Although I’ve done just this for the last 15 years, now nearly every moment is too consequential to parse into importance with any meaning.
Although I’ve done just this for the last 15 years, now nearly every moment is too consequential to parse into importance with any meaning.
But we’ve got to try to make sense of it all, clear the fog and figure out where we’re at. Africans especially can help westerners manage this confusion, and the first thing to understand is that nothing less than an exercised spirit is going to get us home.
It was not a good year for African liberals, human rights activists, members of the LGBT community, women or those who champion democracy. Rightists celebrated; leftists wept.
It’s like the mopane tree in Africa. One giraffe starts to nimble a mopane leaf and the whole forest starts to fold leaves and emit toxins.
Africa’s top 2018 stories resemble the top stories in lots of other parts of the world. But believe it or not, Africa actually started earlier and may be ending sooner than much of the rest of the world, as evidenced by the February resignation of Jacob Zuma as president of South Africa.
So what’s striking more than the individual stories are the parallels. Tomorrow I’ll detail these for you. Friday I’ll tell you what it presages and what to do about it. Meanwhile, today:
A big cause was the profusion of fake news, which more traditionally had been called propaganda. Because Africans have dealt with propaganda for so long, they think incorrectly they can also deal sufficiently with fake news.
The #5 story in Africa this year is the mindpower among intellectuals that has gone into formulating the post-Trumpism New World. This hope for the future resides almost exclusively in Africa; it’s an African story. It makes sense, too, because if it’s true that many of our ails are linked to racism, who would understand this better than an African?
Stronger religious protections, more affirmative action and new constitutional protections of minorities is the #4 story of Africa for 2017. Sounds good until said simply: tribalism on the rebound.
The political catastrophe of South Africa and the election circuses in Kenya are the best examples. Democracy and tribalism bring out the worst of each other. Africa may be no different than the rest of the world, but understanding Africa is fundamental to untangling this mess.
Americans may have an impression that our military is the one arm of Trump’s government that’s not in complete dysfunction. Even putting aside a few gigantic megalithic ship crashes in the Pacific and Air Force plane crashes at an all time high, I believe that our increased military in Africa is as undisciplined and misdirected as the rest of Trump policy, so clearly the most dangerous of all.
There’s no reason to suppose it’s much different in other parts of the world. The #1 story in Africa for 2017 is the wreck of U.S. diplomacy in Africa.
I don’t have ten top stories for Africa in 2017. I’ve just got one with five subtopics, and then just four others, because almost everything in Africa like in the whole-wide world is now overshadowed if not effected by Trump.
And remember, folks, it’s not Donald J. Trump. It’s Trumpism. It’s Zumaism. It’s Kenyattaism and Kagamism – it’s Tribalism, plain and simple, and it’s destroying the human species. Return over the next few days for the specifics, but here’s the summary:
There’s more to this than a good score card on the war on terror, and of course peace is rarely reported so there are fewer news stories about this than just an analysis of what didn’t happen.
Here’s why this is my sixth most important story for Africa in 2016:
Fake news and cell phone journalism is my #5 pick for the top stories in Africa in 2016, and I have to admit this is because I’m not African, since I doubt they would put it in the Top Ten. But as an American I’m hopeful we might learn something from them.
This the fourth most important story of Africa for 2016, and the world is fast coming to understand it isn’t just an African story.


WHAT THIS TASK INVOLVES: The required output is every record, reproduced exactly.
┌─ ENTRIES SUPPLIED
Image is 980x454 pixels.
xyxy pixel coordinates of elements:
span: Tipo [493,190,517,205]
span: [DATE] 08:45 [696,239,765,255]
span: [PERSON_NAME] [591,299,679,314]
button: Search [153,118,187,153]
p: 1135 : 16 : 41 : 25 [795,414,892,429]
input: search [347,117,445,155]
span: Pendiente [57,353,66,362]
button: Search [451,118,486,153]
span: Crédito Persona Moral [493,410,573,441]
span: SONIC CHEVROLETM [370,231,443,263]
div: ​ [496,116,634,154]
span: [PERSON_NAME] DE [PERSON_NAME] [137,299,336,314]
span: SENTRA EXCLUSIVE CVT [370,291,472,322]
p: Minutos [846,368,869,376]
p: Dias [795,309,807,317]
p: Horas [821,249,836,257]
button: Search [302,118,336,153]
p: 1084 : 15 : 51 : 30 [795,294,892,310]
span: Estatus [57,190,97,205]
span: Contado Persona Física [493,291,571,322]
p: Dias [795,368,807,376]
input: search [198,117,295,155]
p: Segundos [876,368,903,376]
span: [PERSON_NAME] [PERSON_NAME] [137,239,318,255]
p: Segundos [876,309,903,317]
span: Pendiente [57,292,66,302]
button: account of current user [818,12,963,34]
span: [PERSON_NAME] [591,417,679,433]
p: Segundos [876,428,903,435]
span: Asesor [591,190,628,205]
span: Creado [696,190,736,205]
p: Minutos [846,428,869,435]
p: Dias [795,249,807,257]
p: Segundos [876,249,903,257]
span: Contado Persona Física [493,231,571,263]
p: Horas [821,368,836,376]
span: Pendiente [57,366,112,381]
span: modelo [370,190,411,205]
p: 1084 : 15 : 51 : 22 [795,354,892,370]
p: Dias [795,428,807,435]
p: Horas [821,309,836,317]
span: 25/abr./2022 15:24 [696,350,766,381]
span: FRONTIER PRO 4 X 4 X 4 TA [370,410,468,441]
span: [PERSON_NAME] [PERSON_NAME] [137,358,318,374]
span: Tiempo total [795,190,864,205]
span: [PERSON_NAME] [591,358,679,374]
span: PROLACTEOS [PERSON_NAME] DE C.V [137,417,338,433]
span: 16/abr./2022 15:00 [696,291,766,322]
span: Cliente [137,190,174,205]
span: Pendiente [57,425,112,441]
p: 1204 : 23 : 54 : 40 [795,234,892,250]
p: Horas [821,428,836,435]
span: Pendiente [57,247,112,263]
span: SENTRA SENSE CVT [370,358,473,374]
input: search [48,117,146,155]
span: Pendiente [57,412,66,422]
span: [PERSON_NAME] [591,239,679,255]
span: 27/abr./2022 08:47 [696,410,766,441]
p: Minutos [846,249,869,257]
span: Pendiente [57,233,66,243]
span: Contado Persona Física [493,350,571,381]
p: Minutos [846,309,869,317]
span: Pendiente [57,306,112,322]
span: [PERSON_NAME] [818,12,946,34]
└─
SOLUTION TO THIS TASK:
Image is 980x454 pixels.
xyxy pixel coordinates of elements:
span: Tipo [493,190,517,205]
span: [DATE] 08:45 [696,239,765,255]
span: [PERSON_NAME] [591,299,679,314]
button: Search [153,118,187,153]
p: 1135 : 16 : 41 : 25 [795,414,892,429]
input: search [347,117,445,155]
span: Pendiente [57,353,66,362]
button: Search [451,118,486,153]
span: Crédito Persona Moral [493,410,573,441]
span: SONIC CHEVROLETM [370,231,443,263]
div: ​ [496,116,634,154]
span: [PERSON_NAME] DE [PERSON_NAME] [137,299,336,314]
span: SENTRA EXCLUSIVE CVT [370,291,472,322]
p: Minutos [846,368,869,376]
p: Dias [795,309,807,317]
p: Horas [821,249,836,257]
button: Search [302,118,336,153]
p: 1084 : 15 : 51 : 30 [795,294,892,310]
span: Estatus [57,190,97,205]
span: Contado Persona Física [493,291,571,322]
p: Dias [795,368,807,376]
input: search [198,117,295,155]
p: Segundos [876,368,903,376]
span: [PERSON_NAME] [PERSON_NAME] [137,239,318,255]
p: Segundos [876,309,903,317]
span: Pendiente [57,292,66,302]
button: account of current user [818,12,963,34]
span: [PERSON_NAME] [591,417,679,433]
p: Segundos [876,428,903,435]
span: Asesor [591,190,628,205]
span: Creado [696,190,736,205]
p: Minutos [846,428,869,435]
p: Dias [795,249,807,257]
p: Segundos [876,249,903,257]
span: Contado Persona Física [493,231,571,263]
p: Horas [821,368,836,376]
span: Pendiente [57,366,112,381]
span: modelo [370,190,411,205]
p: 1084 : 15 : 51 : 22 [795,354,892,370]
p: Dias [795,428,807,435]
p: Horas [821,309,836,317]
span: 25/abr./2022 15:24 [696,350,766,381]
span: FRONTIER PRO 4 X 4 X 4 TA [370,410,468,441]
span: [PERSON_NAME] [PERSON_NAME] [137,358,318,374]
span: Tiempo total [795,190,864,205]
span: [PERSON_NAME] [591,358,679,374]
span: PROLACTEOS [PERSON_NAME] DE C.V [137,417,338,433]
span: 16/abr./2022 15:00 [696,291,766,322]
span: Cliente [137,190,174,205]
span: Pendiente [57,425,112,441]
p: 1204 : 23 : 54 : 40 [795,234,892,250]
p: Horas [821,428,836,435]
span: Pendiente [57,247,112,263]
span: SENTRA SENSE CVT [370,358,473,374]
input: search [48,117,146,155]
span: Pendiente [57,412,66,422]
span: [PERSON_NAME] [591,239,679,255]
span: 27/abr./2022 08:47 [696,410,766,441]
p: Minutos [846,249,869,257]
span: Pendiente [57,233,66,243]
span: Contado Persona Física [493,350,571,381]
p: Minutos [846,309,869,317]
span: Pendiente [57,306,112,322]
span: [PERSON_NAME] [818,12,946,34]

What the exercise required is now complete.